I tried breastfeeding him, but he wouldn’t latch on. I wasn’t entirely surprised as I hadn’t had a great deal of success with breastfeeding Miss Effie Senior and put this down to my own lack of confidence and technique.
He slept on and on, not waking for a feed. Nurse said to give him a bath and then try feeding him again. When I was bathing him a doctor came to do his first checks, count fingers, toes and check his hips, reflexes etc. She shone a penlight in his eyes and she seemed dissatisfied with the result. She did it a few times. I told her he hadn’t fed since birth and seemed lethargic. He had a raised temperature – probably from swallowing meconium during labour. So they decided to send him up to the special care ward to fit a NG tube to feed him and I was given a breast pump to express milk for him.
It was so strange to see him on that special care ward. All the wee babies we could see there were preemie; tiny wee scraps of life whose hand knitted hats and cardigans dwarfed their tiny heads and bodies, wires and tubes all around to support their start to life. And here was Joff, all 8lb 4oz of him, filling the incubator-style cots and looking so huge in comparison. Most people walking down the corridor did a double take looking at Joff as much as I was looking at all the wee tiny babies.

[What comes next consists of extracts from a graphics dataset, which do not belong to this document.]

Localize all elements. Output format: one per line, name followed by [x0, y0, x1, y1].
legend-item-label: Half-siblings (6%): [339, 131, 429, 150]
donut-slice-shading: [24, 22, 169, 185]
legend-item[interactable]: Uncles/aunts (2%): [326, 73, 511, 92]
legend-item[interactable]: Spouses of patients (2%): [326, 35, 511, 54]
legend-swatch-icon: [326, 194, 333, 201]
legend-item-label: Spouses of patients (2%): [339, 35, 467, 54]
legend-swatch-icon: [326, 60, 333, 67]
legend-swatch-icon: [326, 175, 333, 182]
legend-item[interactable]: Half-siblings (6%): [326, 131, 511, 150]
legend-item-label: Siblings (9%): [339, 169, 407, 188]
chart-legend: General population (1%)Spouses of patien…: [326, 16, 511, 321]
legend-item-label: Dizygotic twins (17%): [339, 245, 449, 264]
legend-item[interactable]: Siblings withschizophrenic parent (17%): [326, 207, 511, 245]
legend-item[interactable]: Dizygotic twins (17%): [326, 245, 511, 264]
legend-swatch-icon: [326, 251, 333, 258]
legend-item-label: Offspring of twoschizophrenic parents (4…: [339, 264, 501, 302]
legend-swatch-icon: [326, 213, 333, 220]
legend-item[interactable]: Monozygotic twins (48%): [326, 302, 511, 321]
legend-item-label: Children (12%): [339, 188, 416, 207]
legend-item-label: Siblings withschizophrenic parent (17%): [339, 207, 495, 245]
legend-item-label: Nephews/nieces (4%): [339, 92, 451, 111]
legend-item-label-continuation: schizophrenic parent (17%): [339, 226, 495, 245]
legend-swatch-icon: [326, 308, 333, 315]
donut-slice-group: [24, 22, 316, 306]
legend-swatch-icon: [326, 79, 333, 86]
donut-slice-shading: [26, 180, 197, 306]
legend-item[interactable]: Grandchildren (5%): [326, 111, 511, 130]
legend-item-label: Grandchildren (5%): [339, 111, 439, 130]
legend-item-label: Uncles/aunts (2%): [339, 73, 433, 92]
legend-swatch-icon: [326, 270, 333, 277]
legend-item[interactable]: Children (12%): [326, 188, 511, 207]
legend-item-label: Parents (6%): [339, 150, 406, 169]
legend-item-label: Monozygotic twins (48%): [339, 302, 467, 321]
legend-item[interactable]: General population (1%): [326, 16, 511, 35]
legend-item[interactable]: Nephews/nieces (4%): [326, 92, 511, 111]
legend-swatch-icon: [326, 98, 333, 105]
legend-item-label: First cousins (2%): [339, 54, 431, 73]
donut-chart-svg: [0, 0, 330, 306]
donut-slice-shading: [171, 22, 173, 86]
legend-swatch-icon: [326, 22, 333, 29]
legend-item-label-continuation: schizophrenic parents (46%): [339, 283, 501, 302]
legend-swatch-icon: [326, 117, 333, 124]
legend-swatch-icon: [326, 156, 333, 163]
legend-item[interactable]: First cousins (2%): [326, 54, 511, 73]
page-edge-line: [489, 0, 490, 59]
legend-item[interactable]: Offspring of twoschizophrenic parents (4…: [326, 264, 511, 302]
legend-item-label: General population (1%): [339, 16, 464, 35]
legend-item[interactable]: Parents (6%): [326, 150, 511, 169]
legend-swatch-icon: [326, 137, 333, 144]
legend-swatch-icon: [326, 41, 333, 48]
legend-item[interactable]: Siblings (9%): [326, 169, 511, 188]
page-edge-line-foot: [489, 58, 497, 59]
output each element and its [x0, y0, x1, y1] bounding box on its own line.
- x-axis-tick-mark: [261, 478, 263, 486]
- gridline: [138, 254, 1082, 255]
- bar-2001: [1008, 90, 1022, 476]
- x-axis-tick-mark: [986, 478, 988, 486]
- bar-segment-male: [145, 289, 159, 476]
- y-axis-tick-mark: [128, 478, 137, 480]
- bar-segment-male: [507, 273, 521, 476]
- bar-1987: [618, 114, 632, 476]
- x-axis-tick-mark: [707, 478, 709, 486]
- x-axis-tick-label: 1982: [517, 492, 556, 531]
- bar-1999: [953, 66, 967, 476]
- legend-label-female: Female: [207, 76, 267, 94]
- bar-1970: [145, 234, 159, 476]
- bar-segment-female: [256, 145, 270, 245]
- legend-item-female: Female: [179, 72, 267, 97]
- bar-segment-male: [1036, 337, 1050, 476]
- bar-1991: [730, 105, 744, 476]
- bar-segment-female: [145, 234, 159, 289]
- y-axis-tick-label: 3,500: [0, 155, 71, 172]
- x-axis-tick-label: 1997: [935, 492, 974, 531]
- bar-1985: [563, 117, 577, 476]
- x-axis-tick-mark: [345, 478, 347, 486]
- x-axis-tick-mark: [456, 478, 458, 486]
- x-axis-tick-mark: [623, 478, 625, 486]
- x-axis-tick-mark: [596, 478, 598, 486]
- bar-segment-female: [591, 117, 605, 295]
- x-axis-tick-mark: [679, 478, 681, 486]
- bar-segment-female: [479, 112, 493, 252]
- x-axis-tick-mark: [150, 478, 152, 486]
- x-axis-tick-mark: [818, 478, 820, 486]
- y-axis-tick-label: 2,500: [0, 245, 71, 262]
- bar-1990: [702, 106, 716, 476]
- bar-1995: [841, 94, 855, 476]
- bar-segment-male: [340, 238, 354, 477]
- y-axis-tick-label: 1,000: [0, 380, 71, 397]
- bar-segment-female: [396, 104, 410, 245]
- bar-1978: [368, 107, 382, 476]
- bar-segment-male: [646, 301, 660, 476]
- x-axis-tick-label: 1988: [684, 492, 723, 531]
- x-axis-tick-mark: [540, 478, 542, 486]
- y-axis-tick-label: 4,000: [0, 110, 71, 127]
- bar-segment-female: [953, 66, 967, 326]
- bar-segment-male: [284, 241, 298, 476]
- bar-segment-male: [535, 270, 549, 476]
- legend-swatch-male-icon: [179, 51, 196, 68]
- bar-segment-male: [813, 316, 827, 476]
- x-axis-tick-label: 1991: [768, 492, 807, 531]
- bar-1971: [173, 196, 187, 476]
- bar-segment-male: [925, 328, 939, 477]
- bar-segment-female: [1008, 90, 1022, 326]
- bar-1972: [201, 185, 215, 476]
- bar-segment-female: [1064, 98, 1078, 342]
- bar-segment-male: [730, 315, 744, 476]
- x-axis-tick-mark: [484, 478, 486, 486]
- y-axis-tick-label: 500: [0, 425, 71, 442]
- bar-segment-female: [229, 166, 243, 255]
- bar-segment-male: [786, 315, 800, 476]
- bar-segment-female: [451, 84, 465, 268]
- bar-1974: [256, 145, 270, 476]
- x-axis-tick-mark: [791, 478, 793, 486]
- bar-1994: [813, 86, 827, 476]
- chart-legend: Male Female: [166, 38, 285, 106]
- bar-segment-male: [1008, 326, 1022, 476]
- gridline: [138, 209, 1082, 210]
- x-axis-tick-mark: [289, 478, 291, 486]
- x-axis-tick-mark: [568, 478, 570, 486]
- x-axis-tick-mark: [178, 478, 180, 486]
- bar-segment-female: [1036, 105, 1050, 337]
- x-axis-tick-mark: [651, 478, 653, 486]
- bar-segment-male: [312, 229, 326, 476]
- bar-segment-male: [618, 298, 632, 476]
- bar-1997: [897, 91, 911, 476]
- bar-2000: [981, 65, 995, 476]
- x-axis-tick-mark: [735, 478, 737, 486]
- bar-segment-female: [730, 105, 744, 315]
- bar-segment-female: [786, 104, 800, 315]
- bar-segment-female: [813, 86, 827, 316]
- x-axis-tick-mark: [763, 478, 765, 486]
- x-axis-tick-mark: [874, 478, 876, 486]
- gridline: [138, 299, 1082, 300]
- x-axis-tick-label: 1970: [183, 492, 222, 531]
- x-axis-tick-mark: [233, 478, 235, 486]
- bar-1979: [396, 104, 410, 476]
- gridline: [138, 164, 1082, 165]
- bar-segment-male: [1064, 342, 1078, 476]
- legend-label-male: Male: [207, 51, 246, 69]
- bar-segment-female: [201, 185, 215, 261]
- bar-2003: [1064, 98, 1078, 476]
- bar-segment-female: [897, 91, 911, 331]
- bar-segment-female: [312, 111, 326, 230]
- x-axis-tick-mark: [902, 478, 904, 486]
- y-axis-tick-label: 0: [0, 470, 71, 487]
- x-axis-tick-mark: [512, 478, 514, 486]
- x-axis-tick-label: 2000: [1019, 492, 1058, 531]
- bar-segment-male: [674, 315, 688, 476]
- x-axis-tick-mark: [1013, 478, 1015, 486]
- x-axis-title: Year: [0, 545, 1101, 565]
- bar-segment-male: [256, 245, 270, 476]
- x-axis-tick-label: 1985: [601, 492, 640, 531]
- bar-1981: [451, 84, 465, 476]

Because of the range of problems of these preemie babies, there were consultants aplenty on the floor, including an ophthalmologist who came into our room to re-check Joff’s eyes. The test the doctor did downstairs with the penlight was to look for the red reflex. This is a quick test to check the retina...you’ll probably have seen it yourself as the “red eye” you get on some photographs..But this reflex was absent in Joff because the cataracts were clouding his lenses, stopping light getting into the retina.
More prodding and poking and then the pronouncement, “he has cataracts and low muscle tone”. If you held him up at the shoulders and bum, his head and limbs all hung down helplessly. So the doctor proposed to operate on the cataracts soon and a physiotherapist was sent in to assess and begin exercises.
We didn’t feel too despondent. Yes, there was a problem but it was being addressed, it had a solution. We put a wee picture of a duck up against his cot wall, something for him to “look at”. But that began to get to me, my wee baby not being able to see things. We asked the registrar how Joff’s eyesight would be after the operation. I distinctly remember asking “Will he be able to read?” “Oh yes, he’ll maybe need a low vision aid, but he’ll do fine”. With hindsight, the doctor should have said, let’s wait and see, as the extent of his problems made themselves known.
The operation was scheduled for when he was a week old.